As a prelude to his article, the second of my series on tumult and upheaval in 1916, I must warn any potential reader that the content may be distressing to those sensitive to racism and violence. I would advise discretion. The controlled use of violence as spectacle has been a social glue since time immemorial: the Romans handpicked slaves to fight to the death over the graves of their patrician masters, and the despots of feudal Europe relished the drawing, quartering and parading of ghettoized pariahs and their ilk, be they Jewish, Huguenot, or Cathar. These previous blood-shows of Antiquity and the Middle Ages were the concerted efforts of knightly orders to, as they saw it, cut off gangrenous social limbs from the corpus politicum. D.H. Lawrence, in his compendium of critical analysis on the growth and stagnation of American literature, once wrote that a white man would never be at ease on American soil: the dust and mud and bronzed ochre itself would forever reject him, the usurper of one native population and the enslaver of a another he had imported.

WELCOME TO THE ZOO | Trump

With an open mind and two sides of the story, you’re bound to learn something new. Welcome to the zoo! This is a blog where both the Republican and Democratic
viewpoints are represented. The blog is not meant to sway you either way necessarily, just present both sides of the story. You may not agree with the whole article, but hey, you’re likely to agree with half!

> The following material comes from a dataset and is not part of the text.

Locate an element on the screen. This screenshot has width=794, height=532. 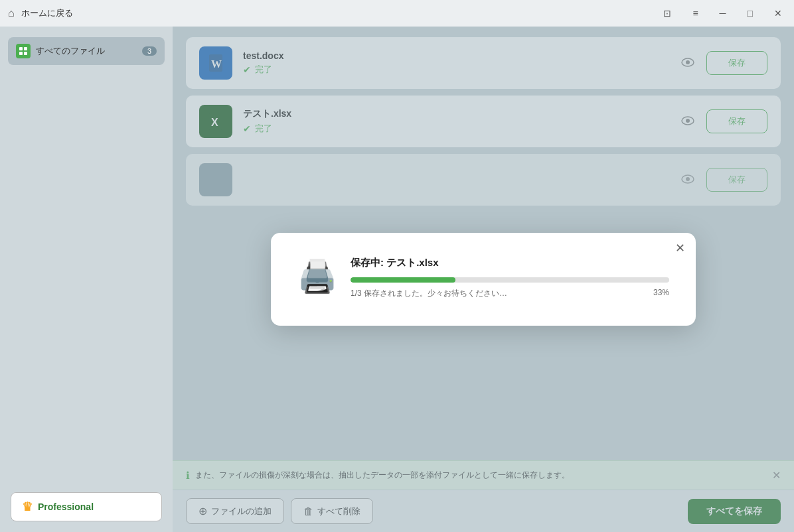
monitor-button: ⊡ is located at coordinates (667, 13).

GROSKAUFMANIS | Gender, Politics and Punchlines

There’s an old riddle that goes like this:

A father and son have a car accident and are both badly hurt. They are both taken to separate hospitals. When the boy is taken in for an operation, the surgeon says, “I cannot do the surgery because this is my son.” How is this possible? Spoiler alert: the surgeon is his mother. That’s the punchline. The crux of this riddle is an issue of gender, and a reflection on how society often typecasts powerful, competent women as anomalies—so much so that they warrant a puzzle that manages to stump people’s minds.